A committee headed by Planning Commission member B K Chaturvedi has asked for incentives to states for faster ecology clearances for coal mining. It has suggested a larger share of power from the Centre’s unallocated quota, a larger allocation of coal blocks and higher special plan grants.
The committee has secretaries of the ministries of power, coal, environment and finance as members. It was set up last month by the 12-member Group of Ministers (GoM) on the tussle regarding the ‘No Go’ issue in mining. The GoM has met four times and is likely to discuss the committee’s recommendations on incentives in its next meeting on August 24.
“It is clear that due to the large number of cases for various types of clearances, processing at the state level gets delayed. An incentive regime needs to be operated for state governments to take interest in this process,” the committee has said in its report, given to the GoM on July 22.
Forest clearance for infrastructure projects is given in two stages by the Forest Conservation Rules, 2003.
In the first stage, the project proposal is agreed to in principle. Final approval is given in the second stage, after a compliance report on the conditions stipulated in the first stage is received from the state government.
For both the stages, the state government has to complete the process in 210 days. At the Centre, the process is expected to be final in 150 days for new projects and 120 days for lease renewals. However, it invariably takes between three and six years to get forest clearance. The central government has discretion over the allocation of 15 per cent of the 350 billion units of power generated annually by central generating stations, owned by public sector undertakings such as NTPC, from its quota to the states. The allocation is not fixed and the Centre distributes this unallocated power to states to tide over emergencies.
The committee’s proposal to give a higher share of the Centre’s quota to states processing forest clearances comes when states ruled by the opposition National Democratic Alliance are complaining of unfair treatment by the Union while allocating coal blocks, especially in power generation, and have asked for increasing their share from the Centre’s quota.
The Bharatiya Janata Party’s national executive in Lucknow had passed a resolution asking for states to come together and put pressure on the UPA government. B S Yeddyurappa, the then chief minister of Karnataka, a BJP-ruled state, had last month met Prime Minister Manmohan Singh and asked for allocation of coal blocks. he argued a severe and unprecedented fuel crunch had stalled development of critical infrastructure projects worth Rs 12,000 crore in the state’s power sector.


Everything from the line containing "Locate the 'person' element." through the last line of the data below must be copied exactly, with no other lines included.

◆ ◆ ◆ ◆

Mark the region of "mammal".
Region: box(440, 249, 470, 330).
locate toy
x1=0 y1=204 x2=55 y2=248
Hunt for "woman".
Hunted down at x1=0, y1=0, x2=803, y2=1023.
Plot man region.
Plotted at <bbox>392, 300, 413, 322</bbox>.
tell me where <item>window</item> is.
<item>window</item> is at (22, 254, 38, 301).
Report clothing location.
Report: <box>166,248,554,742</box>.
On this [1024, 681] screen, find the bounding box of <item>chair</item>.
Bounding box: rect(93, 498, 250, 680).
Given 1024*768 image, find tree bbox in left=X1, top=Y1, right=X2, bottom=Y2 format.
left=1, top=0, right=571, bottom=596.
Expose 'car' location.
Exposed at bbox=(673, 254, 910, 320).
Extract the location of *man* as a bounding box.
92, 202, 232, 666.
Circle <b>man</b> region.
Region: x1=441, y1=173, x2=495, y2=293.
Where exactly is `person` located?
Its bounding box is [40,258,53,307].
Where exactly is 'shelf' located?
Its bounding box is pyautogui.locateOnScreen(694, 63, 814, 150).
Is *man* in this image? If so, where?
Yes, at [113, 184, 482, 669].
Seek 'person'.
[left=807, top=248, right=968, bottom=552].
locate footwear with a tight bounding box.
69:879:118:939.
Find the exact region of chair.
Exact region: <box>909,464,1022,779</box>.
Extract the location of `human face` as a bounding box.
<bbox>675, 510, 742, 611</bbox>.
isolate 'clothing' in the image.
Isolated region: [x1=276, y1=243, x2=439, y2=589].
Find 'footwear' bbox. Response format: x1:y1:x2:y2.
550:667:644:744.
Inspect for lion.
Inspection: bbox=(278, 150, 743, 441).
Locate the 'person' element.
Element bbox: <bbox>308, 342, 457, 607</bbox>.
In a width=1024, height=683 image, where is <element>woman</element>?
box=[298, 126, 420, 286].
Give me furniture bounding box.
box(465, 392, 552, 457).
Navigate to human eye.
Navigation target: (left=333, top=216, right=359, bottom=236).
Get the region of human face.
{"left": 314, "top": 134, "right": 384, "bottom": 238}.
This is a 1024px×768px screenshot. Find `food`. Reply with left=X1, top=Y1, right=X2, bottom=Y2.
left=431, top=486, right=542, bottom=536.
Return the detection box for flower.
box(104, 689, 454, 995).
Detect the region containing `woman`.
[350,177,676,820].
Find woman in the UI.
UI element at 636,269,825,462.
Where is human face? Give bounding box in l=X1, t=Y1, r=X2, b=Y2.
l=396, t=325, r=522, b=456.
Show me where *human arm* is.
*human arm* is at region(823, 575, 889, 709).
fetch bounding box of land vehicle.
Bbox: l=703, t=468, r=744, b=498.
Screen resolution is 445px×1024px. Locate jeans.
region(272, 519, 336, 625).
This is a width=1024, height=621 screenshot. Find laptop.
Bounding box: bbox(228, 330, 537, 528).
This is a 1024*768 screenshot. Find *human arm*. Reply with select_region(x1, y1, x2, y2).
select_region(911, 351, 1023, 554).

◆ ◆ ◆ ◆

RESULT OF THIS EXERCISE:
Locate the 'person' element.
Element bbox: <bbox>308, 342, 457, 607</bbox>.
In a width=1024, height=683 image, where is <element>woman</element>?
box=[298, 126, 420, 286].
Give me furniture bounding box.
box(465, 392, 552, 457).
Navigate to human eye.
Navigation target: (left=333, top=216, right=359, bottom=236).
Get the region of human face.
{"left": 314, "top": 134, "right": 384, "bottom": 238}.
This is a 1024px×768px screenshot. Find `food`. Reply with left=X1, top=Y1, right=X2, bottom=Y2.
left=431, top=486, right=542, bottom=536.
Return the detection box for flower.
box(104, 689, 454, 995).
Detect the region containing `woman`.
[350,177,676,820].
Find woman in the UI.
UI element at 636,269,825,462.
Where is human face? Give bounding box in l=X1, t=Y1, r=X2, b=Y2.
l=396, t=325, r=522, b=456.
Show me where *human arm* is.
*human arm* is at region(823, 575, 889, 709).
fetch bounding box of land vehicle.
Bbox: l=703, t=468, r=744, b=498.
Screen resolution is 445px×1024px. Locate jeans.
region(272, 519, 336, 625).
This is a width=1024, height=621 screenshot. Find laptop.
Bounding box: bbox(228, 330, 537, 528).
This is a 1024*768 screenshot. Find *human arm*. Reply with select_region(x1, y1, x2, y2).
select_region(911, 351, 1023, 554).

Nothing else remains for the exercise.